There are few spectacles in business more fascinating than watching technology-industry insiders explain the world to themselves. That spectacle was on full display at this year's Industry Standard Internet Summit in late July at the Four Seasons Hotel in Carlsbad, California.
In its three-year run, the summit has provided a faithful mirror of the Internet sector's dramatic arc from boom to bubble to bust. The low-key sobriety of this year's conference offered a sharp contrast to the excess on parade last year, when the economic slump was merely a "healthy correction" and swaggering VCs and hungry entrepreneurs overran the halls, more intent on taking calls and making deals than listening to speakers.
Production values came down a notch -- basic cocktails and a buffet replaced last year's fireworks and four-course feasts. The crowd of 500 was noticeably thinner as well and was more studious than celebratory. The conference theme itself, "Answering Big Questions," reflected a new gravity.
Benchmark Capital's golden boy, Bill Gurley, and Morgan Stanley's star Internet and software analyst, Mary Meeker (looking a little worse for wear after a brutal year in the market and the press), took the stage in their recurring roles as summit hosts. Throughout, the pair walked a thin line between that classic Silicon Valley narrative of engineering a fresh start from the rubble of failure and the unshakable funk of the current economic reality. The tug between hope and gloom was best encapsulated in the first question asked, which gauged the audience's level of pessimism about the economy: A full 48% of audience members believed that "the worst is over, but the speed of the upturn is unclear," while 42% responded that "things will likely get worse before they get better." And tipping the scales, 10% thought the economy was "already on the way back up."
By contrast, Microsoft CEO Steve Ballmer was almost exuberant as he took the stage -- the first in an impressive succession of A-list CEOs, including Jeff Bezos, Michael Dell, Gerald Levin, Scott McNealy, Terry Semel, and Meg Whitman -- to give his spin on this moment in the Internet economy: "This is not the end. It is not even the beginning of the end. But it is, perhaps, the end of the beginning." (Or according to the murmurs in the audience: the end of one era of Microsoft dominance and the beginning of another.) Ballmer launched into a commanding talk on the future of the enterprise and the "huge untackled problems" (read: opportunities for software companies) around such issues as the integration of systems, applications, and devices; collaboration and federation among organizations; paperless work; and truly real-time transactions.
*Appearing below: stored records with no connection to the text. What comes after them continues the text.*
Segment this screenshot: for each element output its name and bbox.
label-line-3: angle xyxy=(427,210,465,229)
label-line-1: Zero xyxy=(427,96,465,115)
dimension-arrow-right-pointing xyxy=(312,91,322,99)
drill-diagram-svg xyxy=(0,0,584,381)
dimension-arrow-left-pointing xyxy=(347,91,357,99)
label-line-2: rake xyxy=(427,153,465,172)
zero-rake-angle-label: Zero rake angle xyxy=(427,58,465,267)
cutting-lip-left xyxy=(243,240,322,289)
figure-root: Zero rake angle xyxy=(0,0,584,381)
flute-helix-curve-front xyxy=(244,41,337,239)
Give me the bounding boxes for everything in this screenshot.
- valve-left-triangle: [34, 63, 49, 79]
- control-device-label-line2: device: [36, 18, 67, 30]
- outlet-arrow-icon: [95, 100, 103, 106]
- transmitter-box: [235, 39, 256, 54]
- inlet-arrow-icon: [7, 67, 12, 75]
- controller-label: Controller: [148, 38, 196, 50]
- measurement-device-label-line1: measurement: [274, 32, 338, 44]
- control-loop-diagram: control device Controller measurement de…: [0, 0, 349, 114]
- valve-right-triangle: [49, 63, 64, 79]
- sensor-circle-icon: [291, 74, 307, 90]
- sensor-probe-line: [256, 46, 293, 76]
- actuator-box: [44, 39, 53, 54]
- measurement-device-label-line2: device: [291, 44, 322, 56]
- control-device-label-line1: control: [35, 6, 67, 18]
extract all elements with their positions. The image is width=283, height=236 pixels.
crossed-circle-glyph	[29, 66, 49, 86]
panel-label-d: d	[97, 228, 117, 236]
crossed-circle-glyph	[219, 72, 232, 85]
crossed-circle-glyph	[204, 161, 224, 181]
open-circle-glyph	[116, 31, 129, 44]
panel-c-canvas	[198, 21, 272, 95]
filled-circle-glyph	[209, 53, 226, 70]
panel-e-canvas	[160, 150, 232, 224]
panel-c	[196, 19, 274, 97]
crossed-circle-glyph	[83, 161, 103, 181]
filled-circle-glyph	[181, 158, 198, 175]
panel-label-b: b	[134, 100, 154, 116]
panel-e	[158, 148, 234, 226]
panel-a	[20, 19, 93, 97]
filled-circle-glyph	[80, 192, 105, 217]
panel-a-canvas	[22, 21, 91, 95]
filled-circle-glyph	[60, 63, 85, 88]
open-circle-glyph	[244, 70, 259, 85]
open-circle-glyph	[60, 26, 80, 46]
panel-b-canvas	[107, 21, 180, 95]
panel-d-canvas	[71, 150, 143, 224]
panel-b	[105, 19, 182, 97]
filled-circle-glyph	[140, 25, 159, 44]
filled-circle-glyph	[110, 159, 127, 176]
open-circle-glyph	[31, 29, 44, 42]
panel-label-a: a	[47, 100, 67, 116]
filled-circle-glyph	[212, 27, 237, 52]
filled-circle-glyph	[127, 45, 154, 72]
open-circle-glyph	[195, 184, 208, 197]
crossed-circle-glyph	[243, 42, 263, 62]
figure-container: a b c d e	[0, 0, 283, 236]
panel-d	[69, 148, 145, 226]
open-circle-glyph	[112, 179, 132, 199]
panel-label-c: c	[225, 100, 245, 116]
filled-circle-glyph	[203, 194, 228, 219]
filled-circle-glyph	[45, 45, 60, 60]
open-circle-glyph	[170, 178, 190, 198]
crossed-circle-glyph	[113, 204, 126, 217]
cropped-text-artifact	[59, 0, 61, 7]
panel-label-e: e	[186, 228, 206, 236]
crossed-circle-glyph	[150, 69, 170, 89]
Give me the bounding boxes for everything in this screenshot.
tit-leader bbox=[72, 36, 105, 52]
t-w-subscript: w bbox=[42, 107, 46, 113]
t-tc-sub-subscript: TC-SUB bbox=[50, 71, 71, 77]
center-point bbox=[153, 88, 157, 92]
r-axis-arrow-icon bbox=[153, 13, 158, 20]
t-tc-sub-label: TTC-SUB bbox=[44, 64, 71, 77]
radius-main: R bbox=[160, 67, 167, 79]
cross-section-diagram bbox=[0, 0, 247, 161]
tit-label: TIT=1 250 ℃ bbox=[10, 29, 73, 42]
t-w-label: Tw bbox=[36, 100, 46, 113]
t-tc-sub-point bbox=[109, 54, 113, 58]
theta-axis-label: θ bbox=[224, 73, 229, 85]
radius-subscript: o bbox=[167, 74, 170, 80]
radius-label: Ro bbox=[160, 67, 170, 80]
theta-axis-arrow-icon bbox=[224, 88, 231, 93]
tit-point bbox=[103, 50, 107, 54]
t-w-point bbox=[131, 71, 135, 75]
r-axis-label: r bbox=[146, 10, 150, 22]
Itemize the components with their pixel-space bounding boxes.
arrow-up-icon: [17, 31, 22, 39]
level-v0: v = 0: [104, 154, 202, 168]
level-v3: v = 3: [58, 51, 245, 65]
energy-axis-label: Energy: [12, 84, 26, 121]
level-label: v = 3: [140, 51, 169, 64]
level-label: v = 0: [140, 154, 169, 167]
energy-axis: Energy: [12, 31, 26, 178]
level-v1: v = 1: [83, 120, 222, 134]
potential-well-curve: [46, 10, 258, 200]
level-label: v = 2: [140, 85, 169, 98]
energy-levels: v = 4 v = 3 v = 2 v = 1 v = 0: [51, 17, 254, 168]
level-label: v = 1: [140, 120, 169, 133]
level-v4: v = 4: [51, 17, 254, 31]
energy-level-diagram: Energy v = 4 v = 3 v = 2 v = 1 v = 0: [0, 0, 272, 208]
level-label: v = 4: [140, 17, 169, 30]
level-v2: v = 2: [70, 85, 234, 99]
In Ballmer's soup-to-nuts vision of software, the potential "to make every business more agile, empower every knowledge worker, and improve the life of every home user" is staggering. More staggering to many in the crowd was the fact that Ballmer could simultaneously herald the dawn of the "XML revolution" and its open standards while crowing about the inevitable dominance of Microsoft's expansive .NET initiative.
As the rest of the roster of big-time leaders rotated on and off the stage (literally -- the futuristic set included a revolving stage that slowly turned to reveal each speaker holding onto the podium for dear life), it became increasingly clear that big CEOs plus big questions is not necessarily a recipe for big ideas. The central theme updated Sun Microsystems's original mantra "The network is the computer" to "Business is the network." The most progressive note was sounded by Groove Networks founder and software pioneer Ray Ozzie, who described a robust, decentralized business environment powered by decentralized technology. Sun's own founder and CEO Scott McNealy skipped industry agenda setting altogether and spent his 45 minutes frothing with anti-Microsoft venom.
One CEO who showed up with some of the swagger of Internet glory days was BEA Systems's Bill Coleman. A Sun alum, Coleman's original insight was that if the network really is the computer, then it needs an operating system. Apparently, that vision made sense to the market: BEA is the fastest software company in history to reach a $1 billion run rate with more than 10,000 customers and a 250,000-person-strong developer community. BEA's success is built on a simple premise, says Coleman. If the motivating fear of big companies over the past five years was "getting Amazoned," the real danger going forward is "getting Delled." The only companies that stand a chance are those that change their business model to truly leverage the network. Forget "built to last"; the survivors are "built to integrate." And here's the sales pitch: You can't do that with the bolted-on, hard-coded "spaghetti-ware" of most enterprise technology. BEA's Web-application server promises to power organizations into the next era of networked, integrated, scalable, real-time, personalized, collaborative commerce.